Namaste Trump and Other Stories

A collection of other stories from shining India—those not often told. My first collection of stories is out in USA: https://www.interlinkbooks.com/product/namaste-trump-and-other-stories/ ... and has received a couple of early reviews: https://www.publishersweekly.com/9781623717483 https://www.shelf-awareness.com/sar-issue.html?issue=1184#m22035 “[A] magnificent collection … Indian poet, essayist, and author Tabish Khair nimbly interrogates relationships both enabled and sundered by religious and socioeconomic divides in Namaste Trump & Other Stories … Khair proves to be an elegant, diligent conduit for all of his characters, as he records incidents of [...]

  • night of happiness novel by tabish khair cover front

The Body by the Shore

A novel of suspense and intrigue set in the post-pandemic world Harris Malouf, a killer with an erased official past, now in his fifties, is visited by someone who could not be alive and given an assignment. In Aarhus, Denmark, Jens Erik, police officer on pre-retirement leave, somehow cannot forget the body of a Black man recovered from the sea some years ago. On an abandoned oil rig in the North Sea, turned into a resort for the very rich, [...]

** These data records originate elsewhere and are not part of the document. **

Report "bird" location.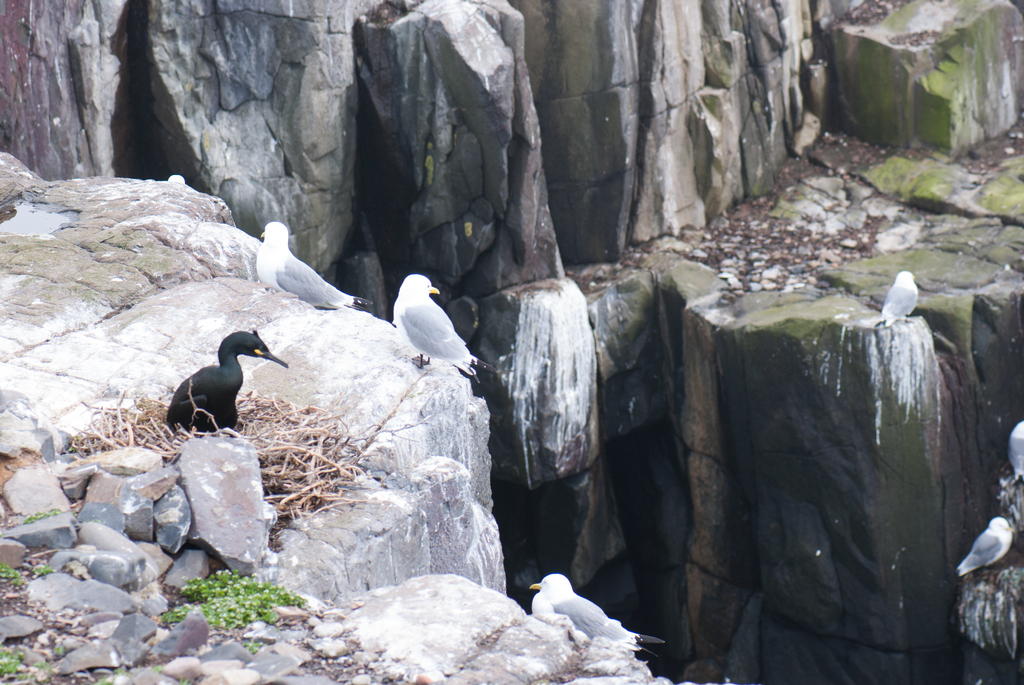
Report: bbox=(945, 514, 1017, 579).
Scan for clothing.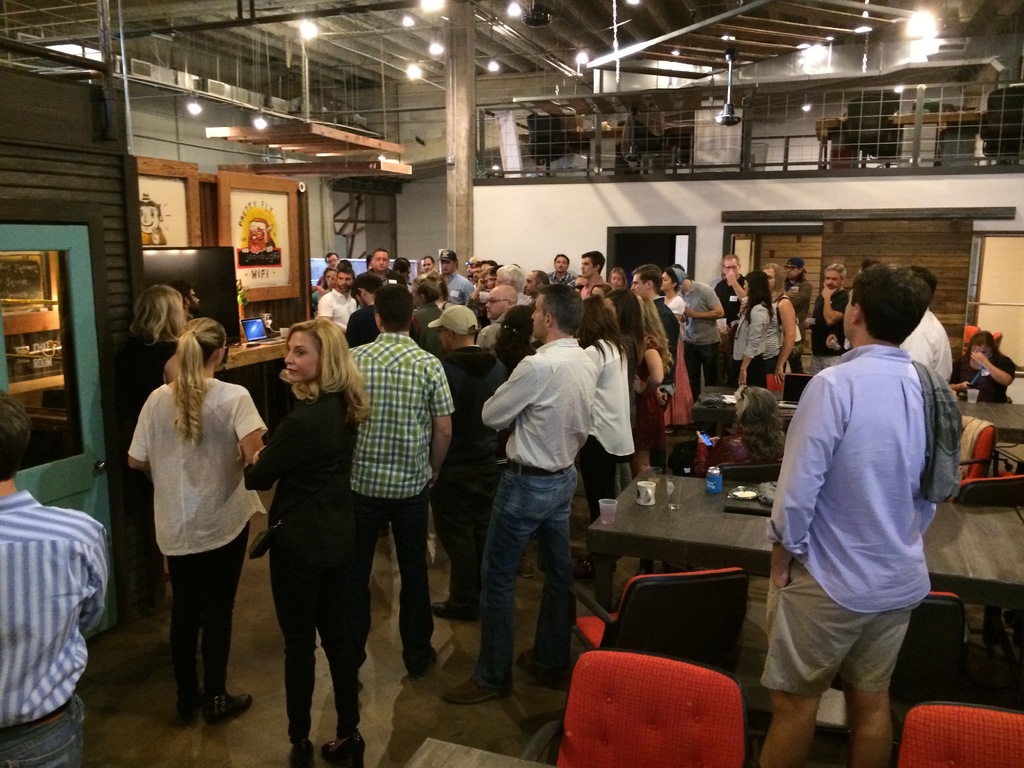
Scan result: box(143, 227, 164, 243).
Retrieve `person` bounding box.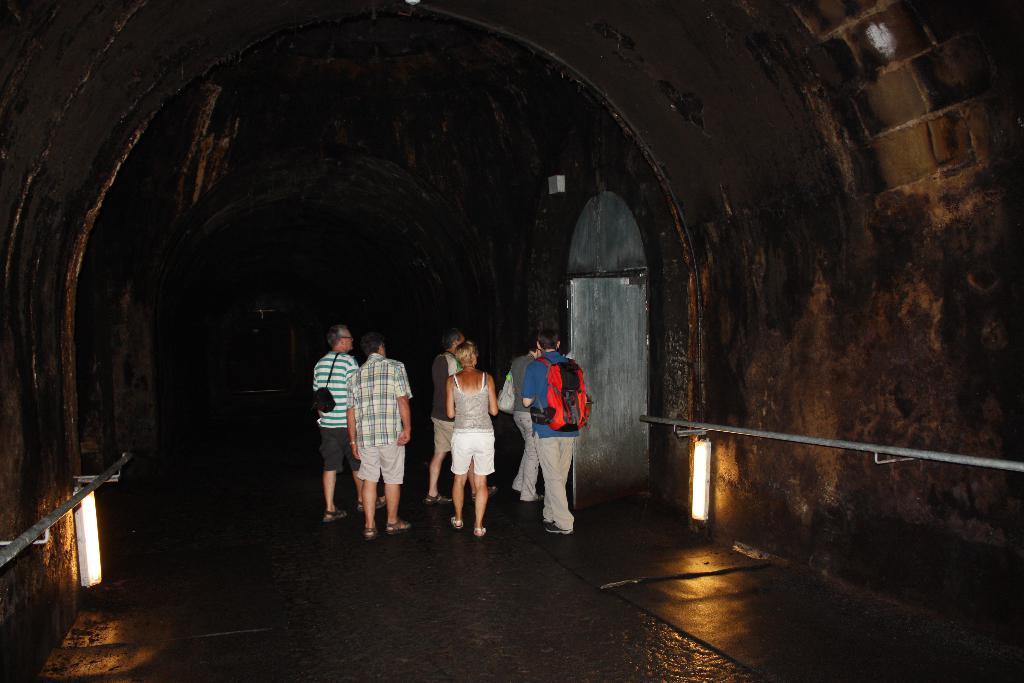
Bounding box: 310 323 385 520.
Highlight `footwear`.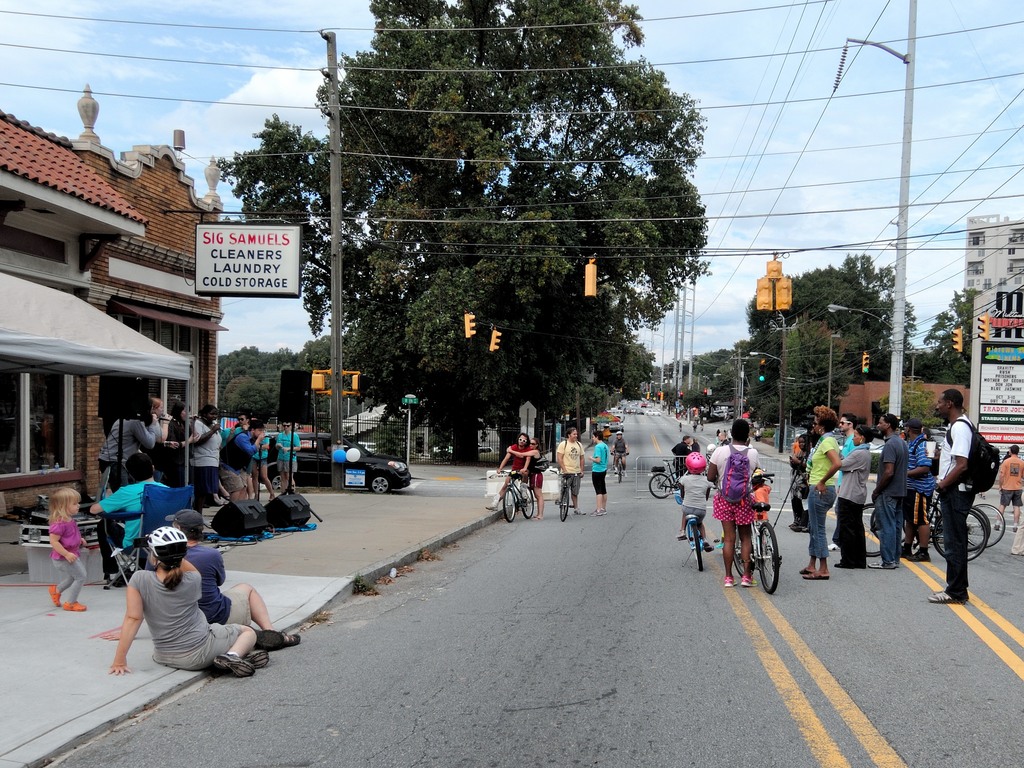
Highlighted region: [932,592,966,600].
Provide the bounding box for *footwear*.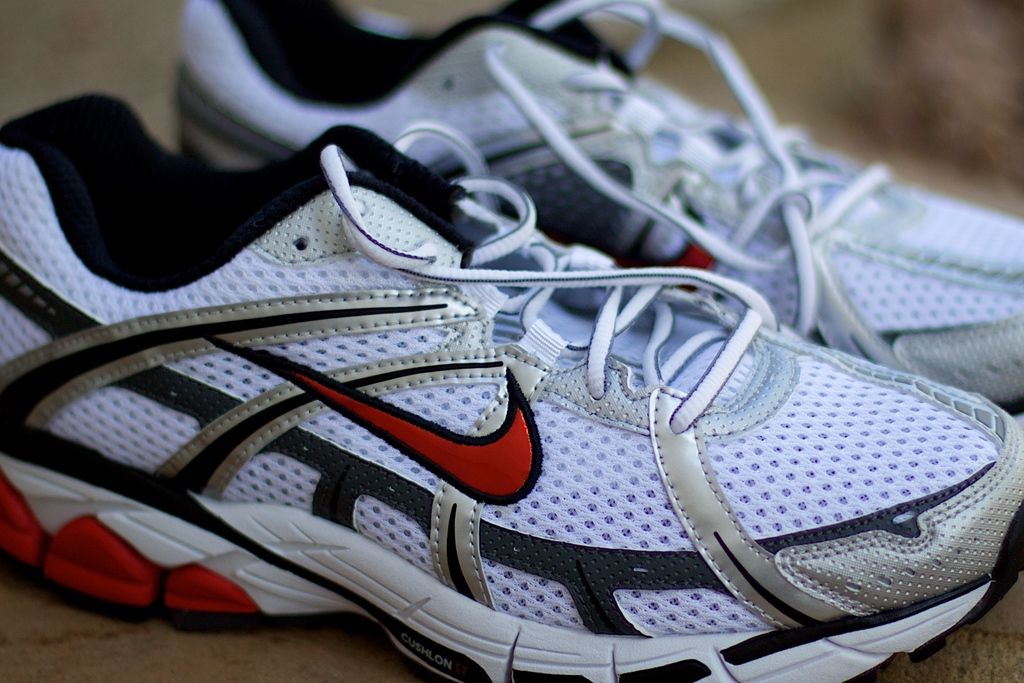
[171,0,1023,422].
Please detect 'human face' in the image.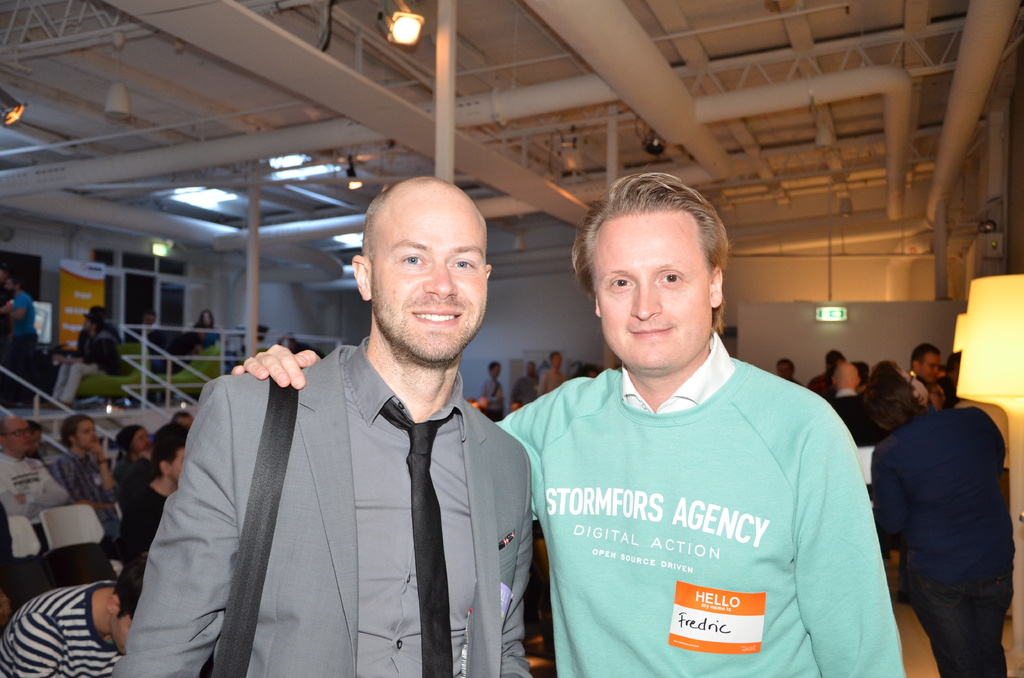
71 419 101 451.
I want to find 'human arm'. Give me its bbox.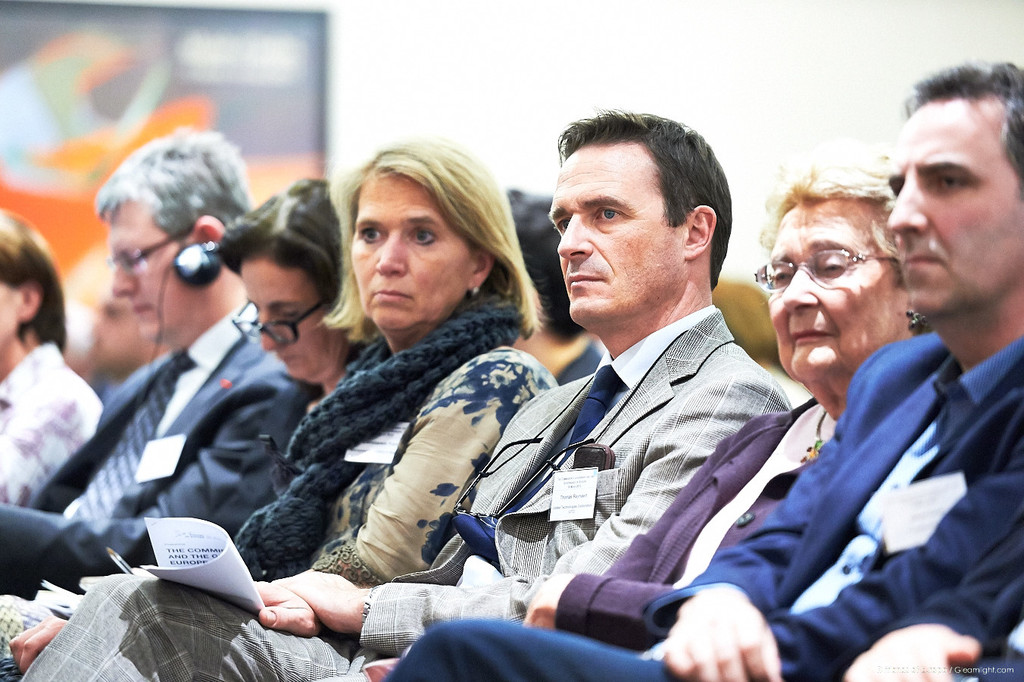
x1=0, y1=374, x2=112, y2=507.
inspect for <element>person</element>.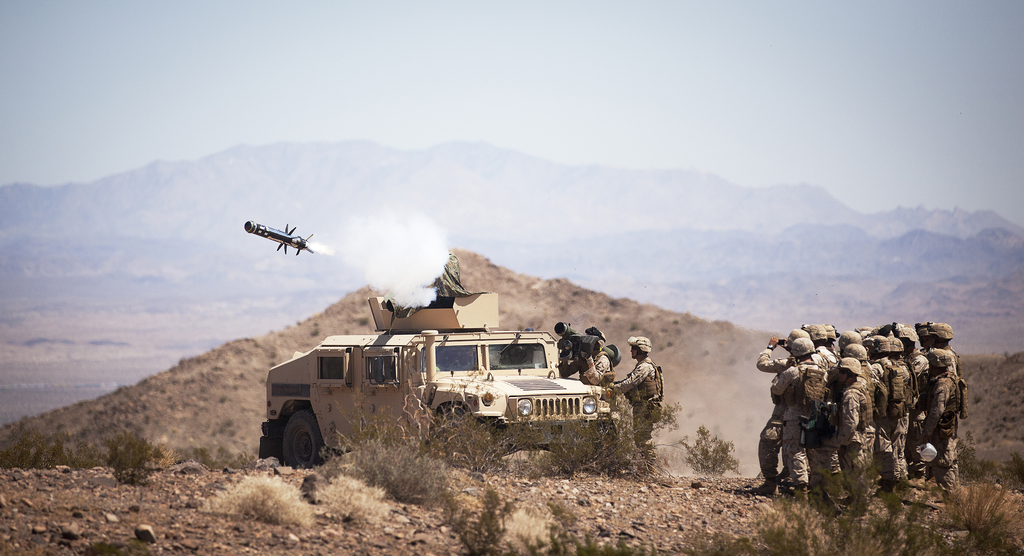
Inspection: x1=779 y1=339 x2=812 y2=484.
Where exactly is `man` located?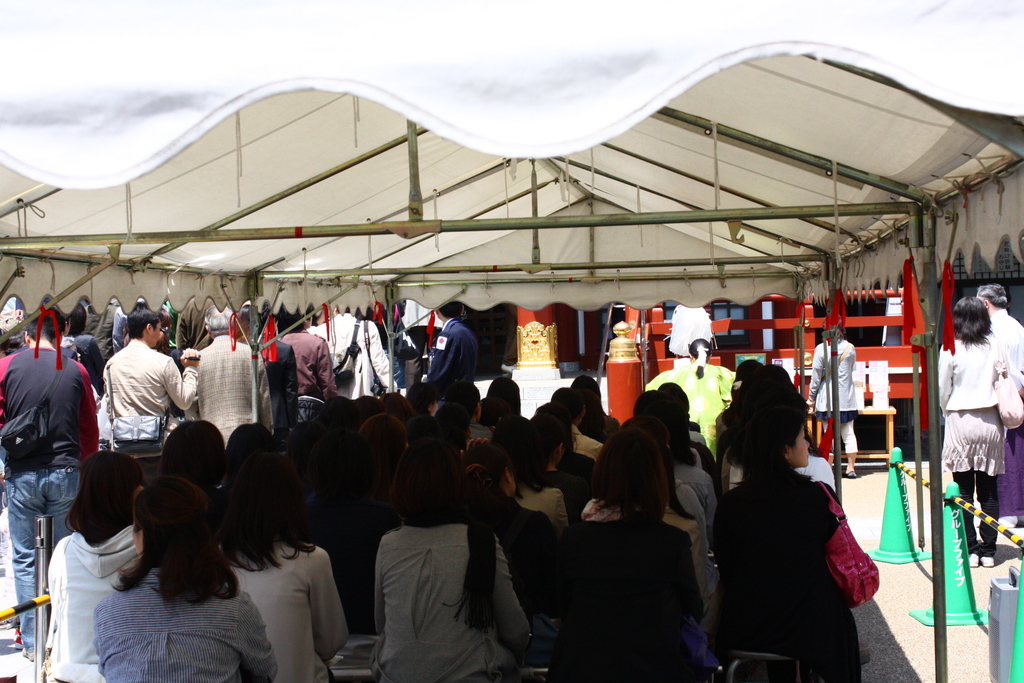
Its bounding box is [left=195, top=299, right=273, bottom=443].
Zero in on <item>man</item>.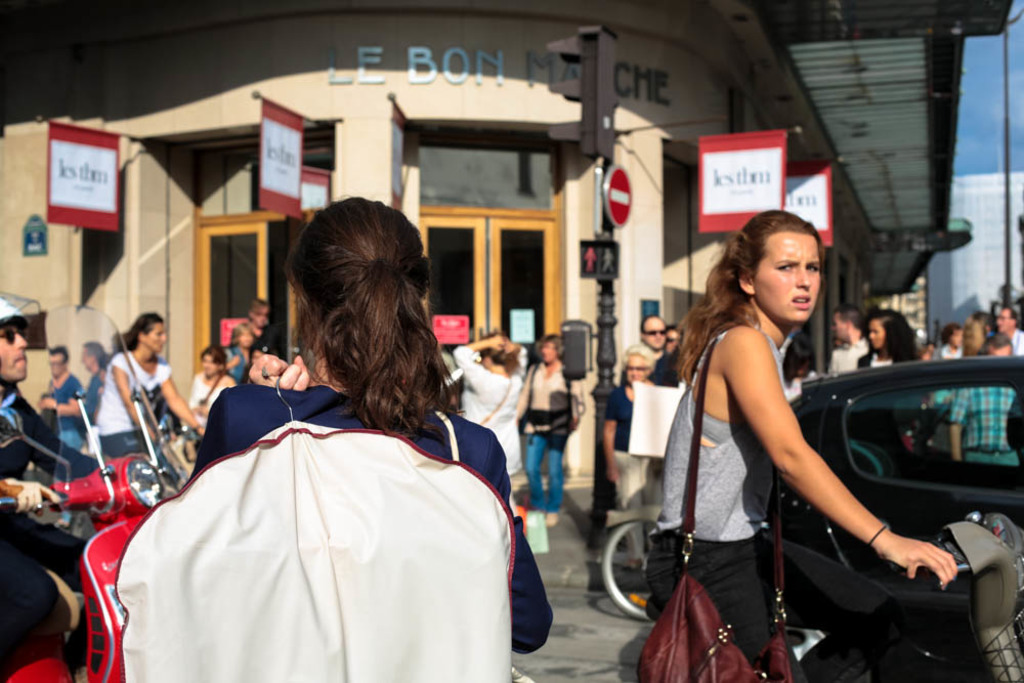
Zeroed in: 0,292,125,682.
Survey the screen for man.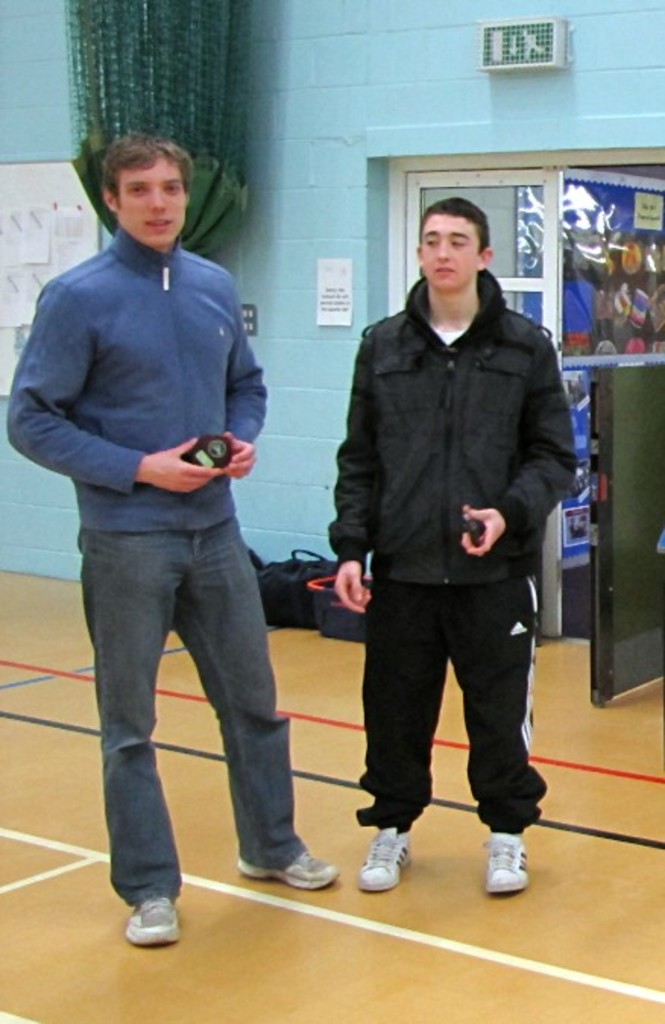
Survey found: 5:135:339:945.
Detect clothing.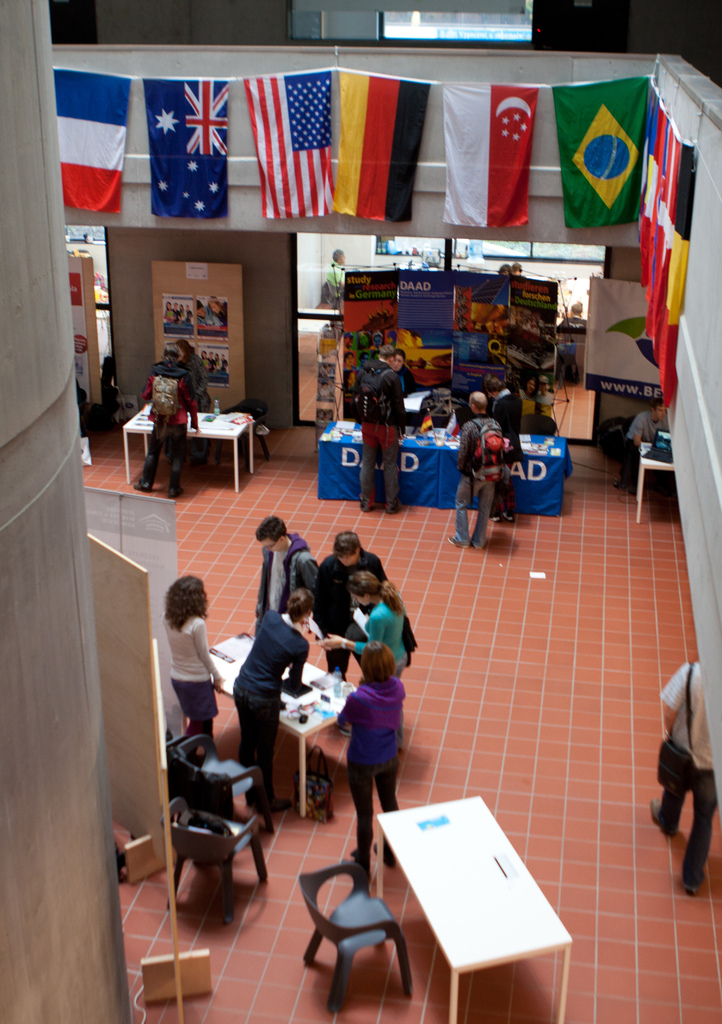
Detected at region(166, 615, 224, 719).
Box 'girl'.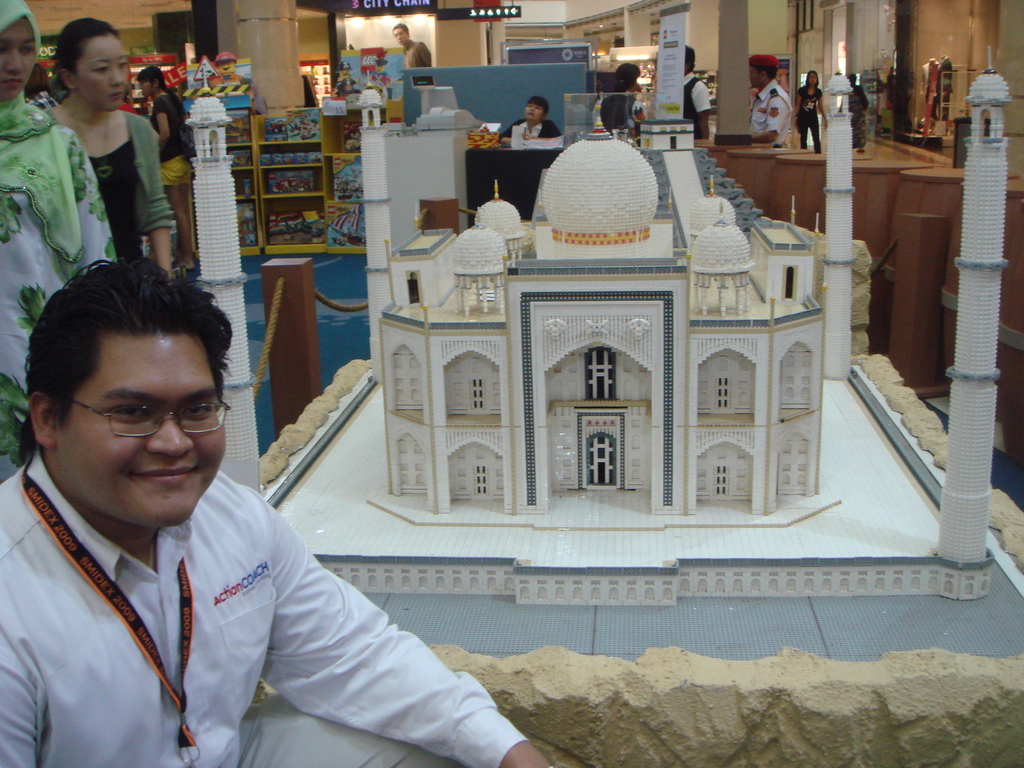
[left=0, top=0, right=119, bottom=476].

Shabana Azmi reads Tabish Khair’s story on the Virus Crisis as part of Decameron 2020

H.C.Andersen

To H.C. Andersen

Outside the walls you crashed with Danish words,
I hold a match between finger and thumb;
Its burning opens no door, no passage.
I can almost make sense in your language:
I’m no bewitched mermaid; I have my tongue,
And poems flutter in its cage like birds.

Outside the walls you crashed with Danish words,
I hold a match between finger and thumb;
Its burning opens no door, no passage.
I can almost make sense in your language:
I’m no bewitched mermaid; I have my tongue,
And poems flutter in its cage like birds.